Researchers developed a new deep learning model to automatically detect and classify different types of microplastic polymers in water from holographic images. The system combines advanced image segmentation with a vision transformer to identify polyethylene, polystyrene, low-density polyethylene, and polyhydroxyalkanoate particles. The approach aims to improve the speed and accuracy of microplastic monitoring in aquatic environments compared to traditional manual methods.

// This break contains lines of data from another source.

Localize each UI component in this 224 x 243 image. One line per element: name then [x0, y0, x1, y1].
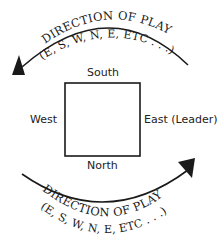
seat-east-label: East (Leader) [144, 113, 218, 126]
seat-west-label: West [30, 113, 57, 126]
table-square [65, 83, 140, 156]
top-arrow-head-icon [12, 55, 25, 75]
seat-south-label: South [87, 66, 119, 79]
seat-north-label: North [87, 159, 118, 172]
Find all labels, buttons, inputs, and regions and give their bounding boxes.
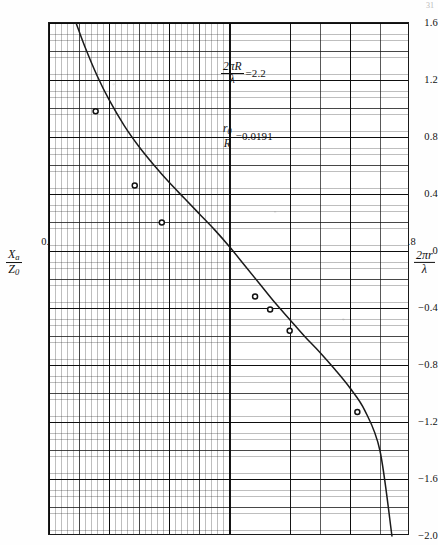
annotation-r0-fraction: r0 R: [221, 123, 234, 149]
plot-area: 2πR λ =2.2 r0 R =0.0191: [48, 22, 409, 535]
y-axis-title-denominator: Z0: [6, 263, 22, 278]
data-point: [159, 220, 164, 225]
measured-points-group: [93, 109, 360, 415]
figure-container: 31 1.61.20.80.40−0.4−0.8−1.2−1.6−2.0 Xa …: [0, 0, 438, 545]
annotation-r0-value: =0.0191: [236, 130, 273, 142]
data-layer: [49, 23, 410, 536]
x-axis-title-denominator: λ: [414, 262, 435, 276]
y-axis-title: Xa Z0: [6, 248, 22, 278]
data-point: [287, 328, 292, 333]
annotation-r0: r0 R =0.0191: [221, 123, 273, 149]
data-point: [93, 109, 98, 114]
annotation-ka-fraction: 2πR λ: [221, 61, 244, 85]
y-axis-title-numerator: Xa: [6, 248, 22, 262]
page-number: 31: [426, 1, 434, 10]
data-point: [355, 410, 360, 415]
theoretical-curve: [76, 23, 392, 536]
annotation-ka-value: =2.2: [246, 67, 266, 79]
data-point: [268, 307, 273, 312]
annotation-ka: 2πR λ =2.2: [221, 61, 266, 85]
x-axis-title: 2πr λ: [414, 249, 435, 275]
data-point: [132, 183, 137, 188]
x-axis-title-numerator: 2πr: [414, 249, 435, 262]
data-point: [253, 294, 258, 299]
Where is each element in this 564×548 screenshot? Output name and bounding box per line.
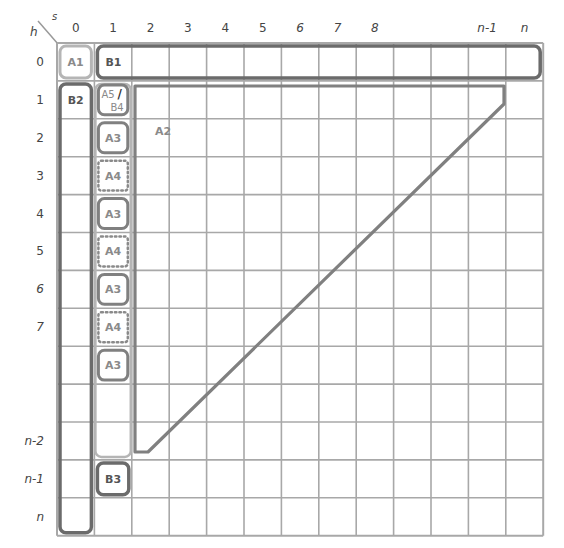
- row-labels: 01234567n-2n-1n: [24, 55, 44, 524]
- row-axis-label: h: [30, 25, 38, 39]
- col-label: 4: [221, 21, 229, 35]
- row-label: 0: [36, 55, 44, 69]
- region-label: B2: [68, 94, 84, 107]
- corner-diagonal: [38, 21, 58, 44]
- region-label: B3: [105, 473, 121, 486]
- region-label: B1: [105, 56, 121, 69]
- grid-diagram: h s 012345678n-1n 01234567n-2n-1n A2 A1B…: [0, 0, 564, 548]
- col-label: n: [521, 21, 529, 35]
- col-label: 0: [72, 21, 80, 35]
- region-label: A4: [105, 321, 122, 334]
- region-label: A3: [105, 283, 121, 296]
- region-label: A3: [105, 359, 121, 372]
- col-label: 6: [296, 21, 304, 35]
- a2-label: A2: [155, 125, 171, 138]
- region-label: A3: [105, 132, 121, 145]
- row-label: 2: [36, 131, 44, 145]
- axis-corner: h s: [30, 11, 58, 44]
- col-label: 5: [259, 21, 267, 35]
- region-label-b4: B4: [110, 102, 123, 113]
- col-label: n-1: [477, 21, 497, 35]
- row-label: 3: [36, 169, 44, 183]
- region-label-a5: A5: [101, 89, 114, 100]
- row-label: n-1: [24, 472, 44, 486]
- row-label: 4: [36, 207, 44, 221]
- col-axis-label: s: [52, 11, 57, 22]
- col-label: 7: [334, 21, 342, 35]
- col-label: 2: [147, 21, 155, 35]
- row-label: 1: [36, 93, 44, 107]
- col-label: 8: [371, 21, 379, 35]
- col-label: 1: [109, 21, 117, 35]
- region-label-slash: /: [117, 87, 122, 101]
- row-label: n-2: [24, 434, 44, 448]
- row-label: 5: [36, 244, 44, 258]
- row-label: 7: [36, 320, 44, 334]
- row-label: n: [36, 510, 44, 524]
- region-label: A3: [105, 208, 121, 221]
- region-label: A1: [68, 56, 84, 69]
- col-label: 3: [184, 21, 192, 35]
- column-labels: 012345678n-1n: [72, 21, 528, 35]
- region-label: A4: [105, 170, 122, 183]
- row-label: 6: [36, 282, 44, 296]
- region-label: A4: [105, 245, 122, 258]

2024 Polymers for Advanced Technologies 4 citations
Article Tier 2

Material analysis with polarization holography and machine learning

Researchers developed a polarization holographic imaging system combined with machine learning to identify different materials, demonstrating the approach on microplastic identification. This novel optical method could become a fast, non-destructive tool for classifying microplastics in environmental samples.

2023 1 citations
Article Tier 2

Compact holographic microscope for imaging flowing microplastics

Researchers developed a compact holographic microscope capable of imaging flowing microplastics in aquatic environments, providing a fast, quantitative method for real-time characterization of plastic particle size and shape distributions.

2021 7 citations
Article Tier 2

Deep Learning Approaches for Detection and Classification of Microplastics in Water for Clean Water Management

Researchers applied dual deep learning models (YOLOv8, YOLOv11, and several CNN architectures) to detect and classify microplastics in water, finding that these AI approaches could accurately identify plastic types across both aquatic and non-aquatic datasets.

2025
Article Tier 2

Holographic and polarization features analysis for microplastics characterization and water monitoring

Researchers explored digital holography and polarization imaging as a combined technique for characterizing and classifying microplastics in water, computing features including angle of polarization (AoP) and degree of linear polarization (DoLP) to distinguish microplastics from biological and natural particles. The method demonstrated potential for real-time, non-contact, in situ microplastic detection and water quality monitoring.

2023 4 citations
Article Tier 2

On the use of machine learning for microplastic identification from holographic phase-contrast signatures

This study applied machine learning to identify microplastic types from holographic phase-contrast imaging signatures, achieving rapid automated classification. Automated identification tools are important for scaling up microplastic monitoring in marine waters where manual identification is too slow and labor-intensive.